What Aussies and Kiwis would (and wouldn’t) take a pay cut for, and why the four-day workweek is still on the table
What Aussies and Kiwis would (and wouldn’t) take a pay cut for, and why the four-day workweek is still on the table

What would you take a pay cut for?
It’s the kind of question that sparks a quick gut response but, when you sit with it, the answer gets complicated. For workers across Australia and New Zealand, the trade-offs between salary, wellbeing, flexibility, and values have never been sharper.
According to LinkedIn’s latest Workforce Confidence Index, nearly one in three Australians (32%) say they’d be willing to compromise on their salary if it meant more flexibility. The same number (31%) would do it for stronger values alignment, while 29% would accept less money for a more reasonable workload.
The story slightly shifts when we look at our own survey of 760 professionals. Flexibility ranked lower, with just 23% saying they’d take a pay cut for it. A bigger share of 35% said they’d do it for work-life balance and to avoid burnout. Only 4% cared enough about values alignment to trade salary, while a blunt 38% made it clear: “Pay cut? Hard pass.”
The reality check
The comments from our survey tell a bigger story about trust, trade-offs, and the limits of compromise. A few standouts:
- “Do the top brass ever get asked this question?”
- “I have taken a pay cut when I could get a better work-life balance… but most people need the money as cost of living is not reducing.”
- “I’ll take values alignment, work life balance and flexibility — and expect a pay rise because my productivity will be higher.”
- “Why would anyone take a cut in pay… when you know the CEO and most of the C-suite are still making bank off your personal efforts? Wake up people and demand what you are worth.”
The sentiment is clear: while people want balance and flexibility, they’re not naïve about the financial pressures they’re under, nor the inequities they see in executive pay.

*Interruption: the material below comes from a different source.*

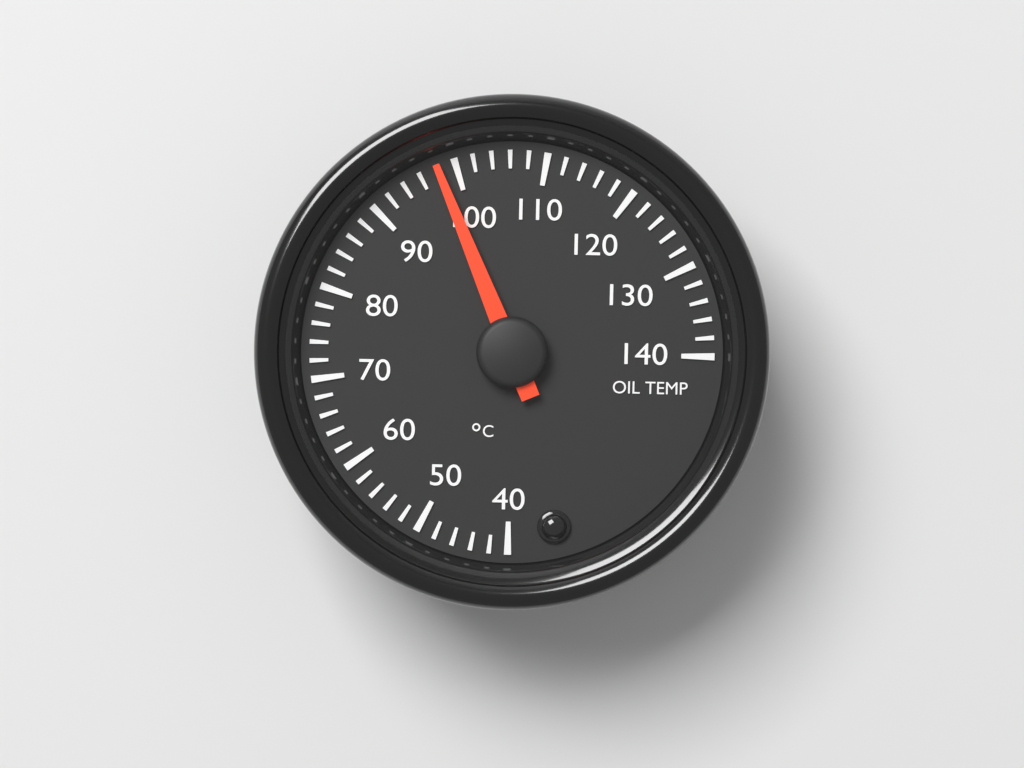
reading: 98 °C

Salary remains a non-negotiable foundation and in today’s economy, many feel they shouldn’t have to choose between being paid fairly and working in a way that sustains them.
Flexibility is still king, but context matters
Since COVID, flexibility has stayed firmly in the “candidate need” category. But our teams see nuance emerging across regions:
- In Canberra, Managing Director Rob Ning notes: “While flexibility is still a number one priority, we’re seeing more people being open to full-time office work if all other conditions are right.”

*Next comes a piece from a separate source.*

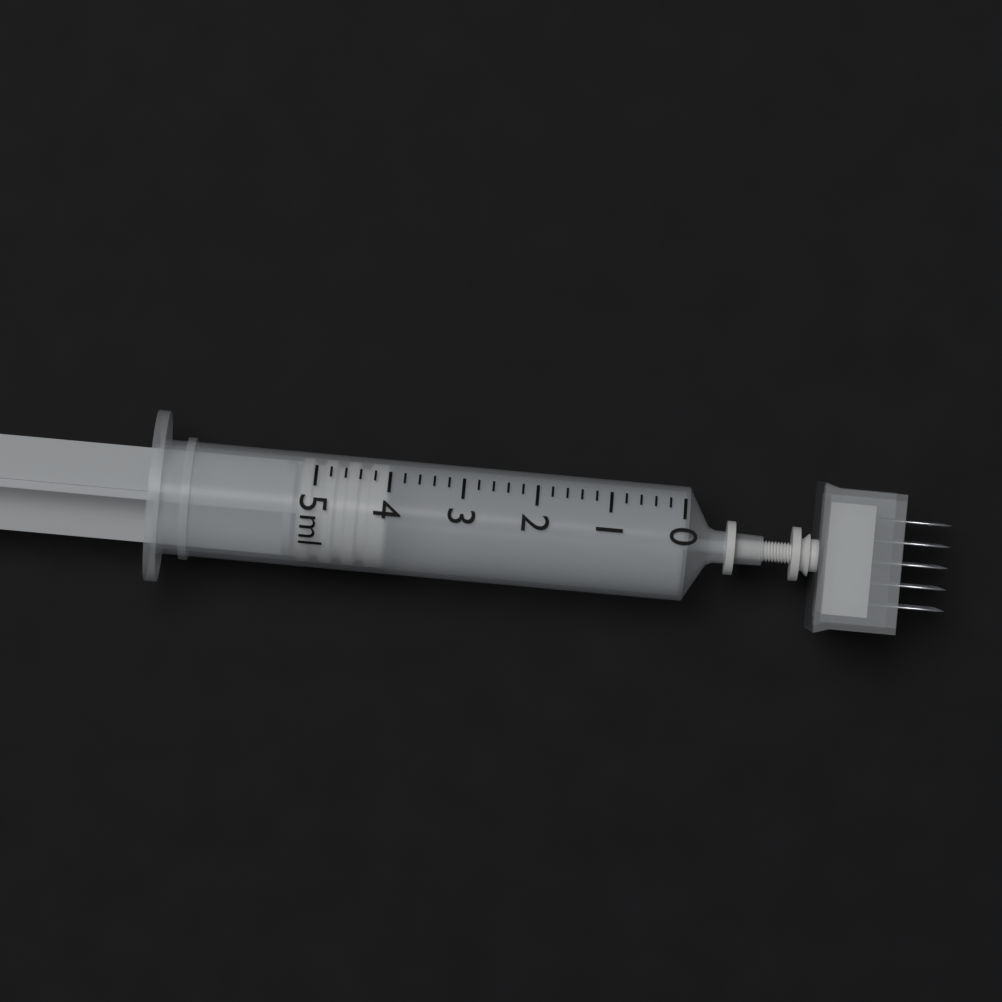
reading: 4.0 ml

- In Auckland, New Zealand Country Manager Kara Smith adds: “Remote work and work flexibility is still a strong preference. But employers are increasingly requesting 3-4 days in-office. The hybrid tension is back.”
In other words, employees are still prioritising flexibility but it isn’t an automatic “work from home or bust” equation anymore. The conversation is shifting toward how flexibility is structured, and whether it actually helps people live and work better.

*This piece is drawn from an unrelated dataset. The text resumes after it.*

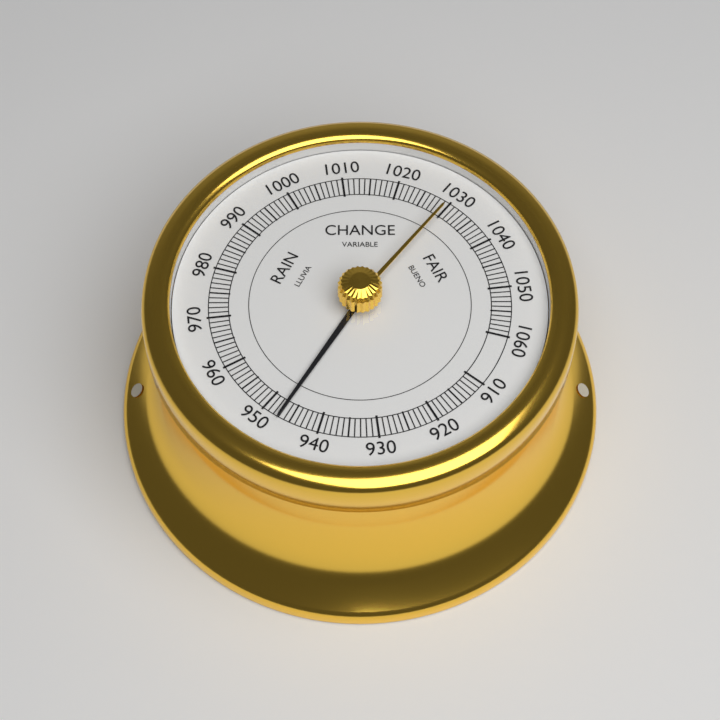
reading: 947 (no unit)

Enter: the four-day workweek
This is where the four-day workweek lands. Despite some companies retreating from their experiments, a new Resolve Political Monitor poll shows two-thirds of Australians (66%) support the idea of moving to four days. An almost equal share (64%) back the idea of enshrining flexible work rights in law.
This tracks closely with the priorities we heard in our own survey. Workers are open to new models if it means more balance and less burnout, but they don’t want to see their pay packets shrink to make it happen.
Employers toying with a four-day week as a cost-saving exercise (by trimming pay alongside hours) risk missing the point entirely. As one respondent put it: “If I am asked to take a pay cut, what’s your trade-off?” Workers are watching for genuine investment in wellbeing, not sleight-of-hand productivity hacks.
What employers should take away
The lesson here isn’t that employees are unwilling to bend as many already have; taking lower-paid NGO roles for values alignment, or trading salary for more sustainable workloads. The lesson is that pay cuts are not the lever to pull if you want to win trust, loyalty, and discretionary effort.
Instead, forward-looking employers should be asking:
- How can we offer flexibility that truly supports work-life balance, not just “two days at home”?
- What structural changes, like a four-day workweek, could reduce burnout without reducing pay?
- Are we listening to employee sentiment and closing the perception gap between what workers want and what leaders assume they want?
- How do we address the equity issue when employees see executives rewarded while they’re asked to sacrifice?
In short: workers aren’t against change. They’re against compromise that feels one-sided.
The bottom line
Australians are clear about what they’d like to see: balance, flexibility, and fair workloads. They’re also clear about what they won’t accept: sacrificing pay while living costs rise and executives continue to profit.
The four-day workweek is part of that bigger story and not just a headline trend, but a signal that employees are hungry for smarter ways of working that don’t come at the expense of their wallets.
If you want to know what else our teams on the ground are seeing in the market, get in touch with our experts.